Nativity of the Lord: Mass during the Day/Third Mass
[In the name of the Father, and of the Son, and of the Holy Spirit. Amen]. There are so many beautiful images that the Scriptures bring to our imaginations about the Nativity of the Lord. Maybe we think of Joseph leading Mary on a donkey as she travels to Bethlehem while being nine months pregnant. Or maybe we think of them going up to inns, trying to see if there’s room, but not finding anything. Because of St. Francis of Assisi, we may think of them in a barn-like structure, though the older tradition is that our Lord was born in a cave. We may think of the shepherds seeing the angels, hearing them sing the Gloria, and then going to find the Christ Child. Based upon the Christmas carol, we might even think about a little boy with his snare drum playing for the Holy Family (which is probably not what a woman who has just given birth wants to hear). So which of these accounts do we hear as we come to Mass today on Christmas morning/afternoon? “In the beginning was the Word, and the Word was God, and the Word was God….And the Word became flesh and made his dwelling among us, and we saw his glory, the glory as of the Father’s only Son, full of grace and truth.” And yet, according to one scholar, John’s prologue was the traditional Gospel for Christmas Day from the time of the earliest lectionaries, or collections of readings for the Mass.
So why this Gospel? Why this elevated reflection Christ as the Logos, the Word? This prologue is really the Gospel writ small. It precedes, in a sense, Genesis, and concludes, in a sense the Book of Revelation. It starts at the beginning, but even before “In the beginning” from Genesis, because it speaks of the time when there was simply God, and nothing else. It talks about the perennial back and forth between light and darkness, an unequal battle that entered humanity’s realm by the disobedience of Adam and Eve. But it also talks about those who belong to God, are enabled to become His children, through this same Logos, this same Word, Jesus Christ.

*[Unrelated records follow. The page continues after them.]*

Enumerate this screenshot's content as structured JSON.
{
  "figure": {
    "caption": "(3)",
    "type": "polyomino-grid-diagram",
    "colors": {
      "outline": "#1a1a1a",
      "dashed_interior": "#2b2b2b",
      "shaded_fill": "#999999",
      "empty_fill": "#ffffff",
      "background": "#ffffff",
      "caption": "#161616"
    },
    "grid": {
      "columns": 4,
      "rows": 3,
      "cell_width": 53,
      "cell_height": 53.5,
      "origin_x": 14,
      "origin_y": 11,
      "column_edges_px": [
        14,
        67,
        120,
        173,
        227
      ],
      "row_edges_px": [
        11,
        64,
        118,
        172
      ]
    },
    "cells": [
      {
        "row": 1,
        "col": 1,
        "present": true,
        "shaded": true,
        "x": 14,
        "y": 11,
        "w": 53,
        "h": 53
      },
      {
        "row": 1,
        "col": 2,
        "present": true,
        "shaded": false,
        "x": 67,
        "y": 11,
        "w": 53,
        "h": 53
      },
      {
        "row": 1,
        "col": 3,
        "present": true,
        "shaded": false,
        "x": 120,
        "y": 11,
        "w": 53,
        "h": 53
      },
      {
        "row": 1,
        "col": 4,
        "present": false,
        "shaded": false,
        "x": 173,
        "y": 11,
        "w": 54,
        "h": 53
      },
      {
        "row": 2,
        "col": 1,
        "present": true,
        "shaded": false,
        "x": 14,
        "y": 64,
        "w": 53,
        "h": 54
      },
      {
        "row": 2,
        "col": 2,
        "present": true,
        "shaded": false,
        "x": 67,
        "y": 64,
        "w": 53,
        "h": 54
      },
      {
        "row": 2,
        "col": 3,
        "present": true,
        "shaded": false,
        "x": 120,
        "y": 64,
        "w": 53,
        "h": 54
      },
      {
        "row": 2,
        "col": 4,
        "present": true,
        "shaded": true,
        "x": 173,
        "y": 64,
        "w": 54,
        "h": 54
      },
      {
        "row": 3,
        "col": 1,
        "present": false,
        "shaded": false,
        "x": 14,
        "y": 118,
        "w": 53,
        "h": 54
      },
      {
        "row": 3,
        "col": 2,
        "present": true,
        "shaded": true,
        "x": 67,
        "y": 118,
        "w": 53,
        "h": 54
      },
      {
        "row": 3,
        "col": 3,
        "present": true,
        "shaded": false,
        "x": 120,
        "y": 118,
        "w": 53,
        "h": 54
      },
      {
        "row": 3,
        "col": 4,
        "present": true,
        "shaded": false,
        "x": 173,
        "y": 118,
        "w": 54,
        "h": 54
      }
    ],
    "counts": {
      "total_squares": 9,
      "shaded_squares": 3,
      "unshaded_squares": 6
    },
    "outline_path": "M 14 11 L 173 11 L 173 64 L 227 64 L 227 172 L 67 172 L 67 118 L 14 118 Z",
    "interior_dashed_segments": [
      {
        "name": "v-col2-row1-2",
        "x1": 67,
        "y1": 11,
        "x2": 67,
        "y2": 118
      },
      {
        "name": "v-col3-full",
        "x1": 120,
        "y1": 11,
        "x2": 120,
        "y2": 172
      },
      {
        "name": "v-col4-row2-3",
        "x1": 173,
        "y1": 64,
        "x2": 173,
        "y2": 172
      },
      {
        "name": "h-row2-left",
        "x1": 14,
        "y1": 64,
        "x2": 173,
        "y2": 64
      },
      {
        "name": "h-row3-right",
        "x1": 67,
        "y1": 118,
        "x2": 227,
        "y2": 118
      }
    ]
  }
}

All of the stories with which we are familiar–Mary and Joseph, the inns, the stable or cave, the shepherds–John encapsulates in the pithy phrase, “And the Word became flesh and made his dwelling among us.” John, who wrote this Gospel around the year AD 90, already had the witness of Matthew and Luke giving their own infancy narratives. But there is more to Christmas than just a baby. There is also the aspect that this baby brought us the grace to be freed from the slavery to the law. Christ gave us more than just a new law. He gave us Himself: “From his fullness…grace in place of grace.” And John, even in just this first part of the first chapter, is able to start to tease out the invisible realities which this visible baby brought forth.
Other than today and on Holy Thursday, in the Extraordinary Form, this Gospel passage is read at the end of each Mass and is called the Last Gospel. This practice began in England in what is called the Sarum Rite from the twelfth century. Between the eleven hundreds and the fifteen hundreds, it was a private prayer for the priest to say after Mass. Pope St. Pius V added it to every Mass (with few exceptions) in 1570. It was eliminated in the post-Conciliar changes to the Missal in 1965.
But the value is that, at the end of each Mass in the Extraordinary Form, priest and people are reminded of this overarching theme of salvation: God in Himself; God in the Incarnation; God’s grace and truth given to us to become children of God, a revelation only made possible by the Incarnation of the Eternal Word. And the Eucharist, just received at the time of the Last Gospel, is precisely the same Word, who strengthens the individual Catholic in the Theo-drama of God’s victory of light over darkness and holiness over sin.
This focus on the divinity of Christ also reminds us of the power of Christmas over all the other ways that God communicated. The Letter to the Hebrews adeptly reminds us that God has spoken to us in partial and various ways. He walked with Adam and Eve in the cool of the evening. He spoke to Noah and commanded him to build an ark to save the righteous. He called Abraham out of Ur of the Chaldees. He called Moses to free His people from bondage in Egypt to freedom in the Promised Land. He anointed David to be the king and shepherd of His people, Israel. He gave Solomon the plan for the Temple and dwelt there. He sent prophets to remind the people of their commitment to follow God and the consequences if they did not. And all of those were good.
But at that first Christmas, God chose to speak for Himself. An ambassador is a good communication of the wishes and expectations of a ruler. But the ruler himself communicates in a way that far surpasses a spokesman. A picture or a painting can capture some of the beauty of a landscape. But to be in the presence of the reality far surpasses any representation of that beauty. Our Lord is the ruler. Our Lord is the beautiful landscape. And in encountering Him, in the Incarnation, we have the chance to appreciate the reality beyond the shadows the prefigured it.
This may not be the Christmas Gospel we anticipate. But it’s the Christmas Gospel that explains not just that day, but all of salvation history. This Prologue reminds us that Christmas is not just about the baby that we see with our eyes, but the God that we see with our faith. May our appreciation of the Word made Flesh, spur us on to live in the grace and truth that come from Jesus Christ, who with the Father and the Holy Spirit are one God, for ever and ever. Amen.